The Southern Stress on the First Syllable in Words like Cement and Police

A man from Fort Smith, Arkansas, says his Canadian wife is baffled by his pronouncing the word cement as CEE-ment. Stressing the first syllable of such words as police, insurance, umbrella, and vehicle is an occasional feature of Southerners’ speech. This is part of a complete episode.

Transcript of “The Southern Stress on the First Syllable in Words like Cement and Police”

Hello, you have A Way with Words.

Hi, Marla. Hi, Grant. This is Jeremy from Fort Smith, Arkansas.

Hey, Jeremy. Welcome to the show. How can we help you?

What’s up?

I have a question about a word.
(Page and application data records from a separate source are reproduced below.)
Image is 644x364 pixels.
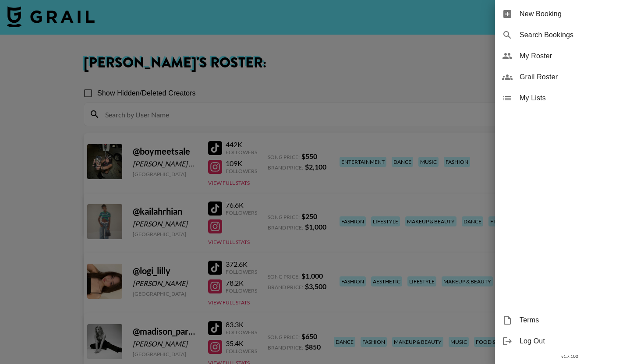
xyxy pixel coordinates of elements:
[495,46,644,67] div: My Roster
[495,67,644,88] div: Grail Roster
[519,30,637,40] span: Search Bookings
[495,351,644,361] div: v 1.7.100
[519,93,637,103] span: My Lists
[495,309,644,330] div: Terms
[495,3,644,24] div: New Booking
[495,24,644,46] div: Search Bookings
[519,72,637,82] span: Grail Roster
[519,315,637,325] span: Terms
[495,330,644,351] div: Log Out
[495,88,644,109] div: My Lists
[519,51,637,61] span: My Roster
[519,336,637,346] span: Log Out
[519,9,637,19] span: New Booking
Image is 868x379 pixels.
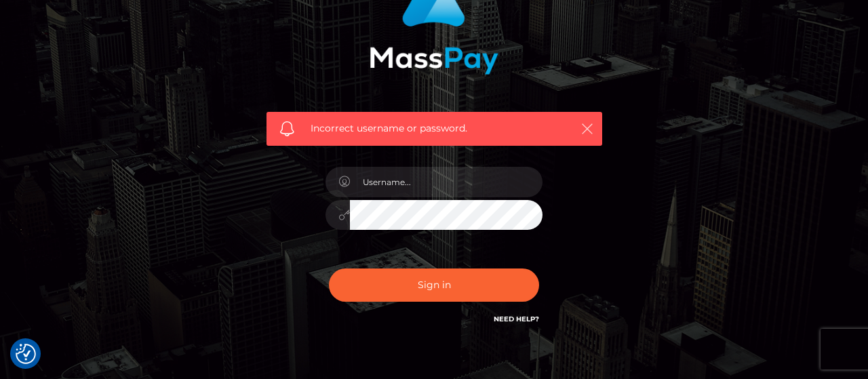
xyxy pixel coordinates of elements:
span: Incorrect username or password. [310,121,558,136]
img: Revisit consent button [15,344,36,364]
button: Consent Preferences [15,344,36,364]
input: Username... [350,167,542,198]
button: Sign in [329,268,539,302]
a: Need Help? [494,315,539,324]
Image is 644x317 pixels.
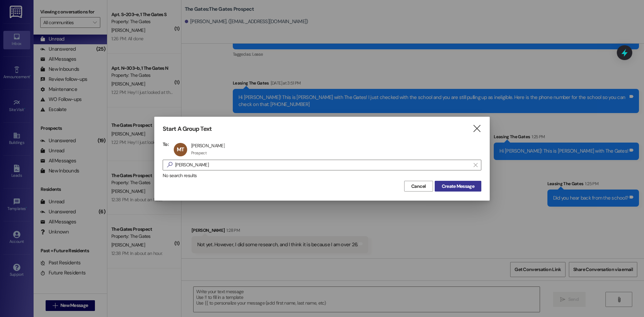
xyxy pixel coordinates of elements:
[442,183,475,190] span: Create Message
[192,142,224,149] div: [PERSON_NAME]
[163,125,212,133] h3: Start A Group Text
[470,160,481,170] button: Clear text
[176,146,184,153] span: MT
[175,160,470,170] input: Search for any contact or apartment
[435,181,481,191] button: Create Message
[474,162,477,167] i: 
[412,183,426,190] span: Cancel
[192,150,207,156] div: Prospect
[472,125,481,132] i: 
[404,181,433,191] button: Cancel
[165,161,175,168] i: 
[163,172,481,179] div: No search results
[163,142,168,147] h3: To:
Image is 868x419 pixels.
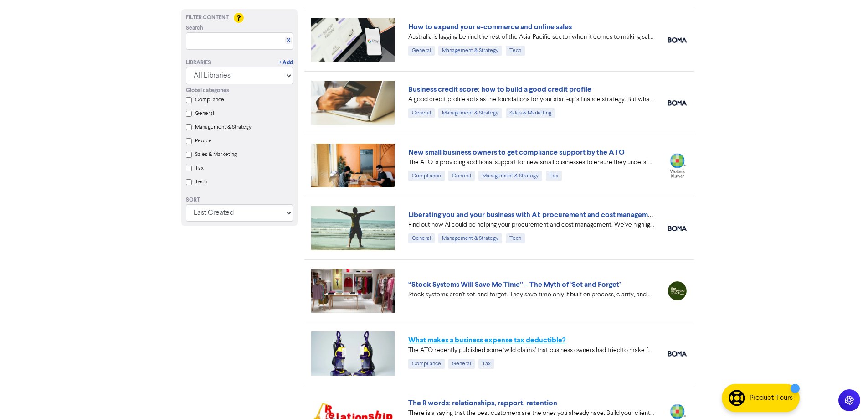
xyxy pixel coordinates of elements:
[546,171,562,181] div: Tax
[186,87,293,95] div: Global categories
[279,59,293,67] a: + Add
[195,137,212,145] label: People
[668,37,687,43] img: boma
[186,196,293,204] div: Sort
[408,108,435,118] div: General
[668,100,687,106] img: boma
[449,171,475,181] div: General
[195,109,214,118] label: General
[408,398,557,407] a: The R words: relationships, rapport, retention
[195,96,224,104] label: Compliance
[408,234,435,243] div: General
[408,335,566,345] a: What makes a business expense tax deductible?
[408,220,655,230] div: Find out how AI could be helping your procurement and cost management. We’ve highlighted five way...
[408,409,655,418] div: There is a saying that the best customers are the ones you already have. Build your client retent...
[195,178,207,186] label: Tech
[408,359,445,369] div: Compliance
[408,23,572,32] a: How to expand your e-commerce and online sales
[408,171,445,181] div: Compliance
[506,108,555,118] div: Sales & Marketing
[478,171,542,181] div: Management & Strategy
[195,151,237,159] label: Sales & Marketing
[195,123,252,131] label: Management & Strategy
[668,351,687,357] img: boma
[408,95,655,104] div: A good credit profile acts as the foundations for your start-up’s finance strategy. But what can ...
[438,108,502,118] div: Management & Strategy
[408,280,621,289] a: “Stock Systems Will Save Me Time” – The Myth of ‘Set and Forget’
[668,226,687,231] img: boma
[506,234,525,243] div: Tech
[186,59,211,67] div: Libraries
[408,85,591,94] a: Business credit score: how to build a good credit profile
[186,13,293,22] div: Filter Content
[438,46,502,56] div: Management & Strategy
[408,346,655,355] div: The ATO recently published some ‘wild claims’ that business owners had tried to make for business...
[668,281,687,300] img: thesoftwarecoach
[408,210,659,220] a: Liberating you and your business with AI: procurement and cost management
[195,164,204,173] label: Tax
[408,46,435,56] div: General
[408,148,625,157] a: New small business owners to get compliance support by the ATO
[478,359,494,369] div: Tax
[449,359,475,369] div: General
[506,46,525,56] div: Tech
[408,32,655,42] div: Australia is lagging behind the rest of the Asia-Pacific sector when it comes to making sales onl...
[668,153,687,177] img: wolterskluwer
[438,234,502,243] div: Management & Strategy
[754,321,868,419] iframe: Chat Widget
[408,158,655,167] div: The ATO is providing additional support for new small businesses to ensure they understand and co...
[186,24,203,32] span: Search
[286,37,290,45] a: X
[408,290,655,299] div: Stock systems aren’t set-and-forget. They save time only if built on process, clarity, and consis...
It’s cement or cement.

My wife’s from Canada. You can imagine the pronunciation debates we get into.

And this was one that she brought up with me pretty early on.

And I admit that cement, I don’t see how it’s pronounced that way, so I changed it.

But I was kind of curious on how or where that pronunciation even came from.

So, Jeremy, you grew up in Arkansas?

Yes, my whole life.

All right.

Okay.

Can I ask you a couple other questions?

I want to see if you’ve got a pattern of pronunciation that matches the pronunciation of cement, okay?

Sure.

What’s the name of the American holiday where we eat turkey in November?

Thanksgiving.

And what do State Farm and GEICO sell?

Car insurance.

And what do rock musicians use that has six strings and a wooden body and they plug it into an amp?

A guitar.

And the guys who drive the black and white cars with the lights flashing on top?

Police.

Police. Okay.

What I was looking for here is there’s this whole category of words that people in the American South, more often than people in the American North, pronounce with the stress on the initial syllable.

And so they are more likely to say words like police, guitar, Thanksgiving.

Somebody didn’t ask you about like umbrella, July, TV, Detroit, and a really well-known one, insurance instead of insurance.

Hell yeah.

Yeah, you have that one too.

You say insurance.

Yeah.

What you find in the American South, particularly among older speakers, these pronunciations are really common.

But over the years, they’ve become stigmatized, and those pronunciations are slowly disappearing.

And the younger generations don’t tend to say things like police or insurance or Thanksgiving.

They’re more likely to say police or insurance or Thanksgiving.

Interesting.

And see, my best friend doesn’t say it, but my whole family does.

Yeah, my father was born in southeast Missouri, which isn’t all that far from Fort Smith, Arkansas.

So he has a lot of those pronunciations, too.

And he was a police officer.

So for him, there’s a double emphasis there.

But that cement pronunciation goes right in the category.

It fits perfectly with the other list of words.

And it’s really well known.

Sociolinguists have studied it and tracked it.

And it’s the kind of thing that comes up again and again in surveys that they do when they’re doing field work.

And they’re keeping an eye on it.

More common in the American South than it is the American North.

Certainly isn’t heard in Canada or the UK.

I don’t think there should be any shame in pronouncing it that way, but I can certainly understand how your Canadian spouse might have difficulties with going, why do you say cement instead of cement?

Yeah.

So it’s nice to know that you’re just part of a larger pattern of speech.

It’s a dialect feature.

It’s about who you are and where you’re from.

Yeah, so it’s not necessarily incorrect.

It’s just a way of saying it.

Oh, absolutely.

Yeah, I keep picturing the Beverly Hillbillies.

Did you watch that as a kid?

Yeah, yeah, I did watch that.

You remember Ellie Mae Clampett?

Every time she would go out by their pool in Beverly Hills, she would say, I’m going out to the cement pond.

Yeah.

The cement pond.

And they would have that music.

Do-do-do-do-do-do-do.

Yep.

But I have a, because through my father and because I spent some of my youth in southeast Missouri, which has got a very southern sound to some of its speech, I do say things like TV.

You say vehicle.

I say vehicle.

Yeah, that’s another one.

And I do say Thanksgiving.

I don’t say Thanksgiving.

Yeah, I do.

Obviously, as we often talk about on the show, Martha and I aren’t really good examples of where we’re from.

Oh, we’re terrible examples.

Because we’ve spent so much time trying things out as we study.

Much many influences.

Yeah, exactly, studying language.

But some of those come out.

And some of them I know, like umbrella is one that I know that I say.

So I kind of like overdo it every time I say umbrella because I know that it’s a goofy thing that a lot of people don’t say.

How about that?

That was so neat.

I’ll have to let her know that it’s just part of the South.

Jeremy, thanks for calling.

Appreciate it.

All right.

Take care.

Bye-bye.

Bye, Jeremy.

Well, we’d love to hear your stories of disputes at home with somebody who speaks maybe a little bit differently from you.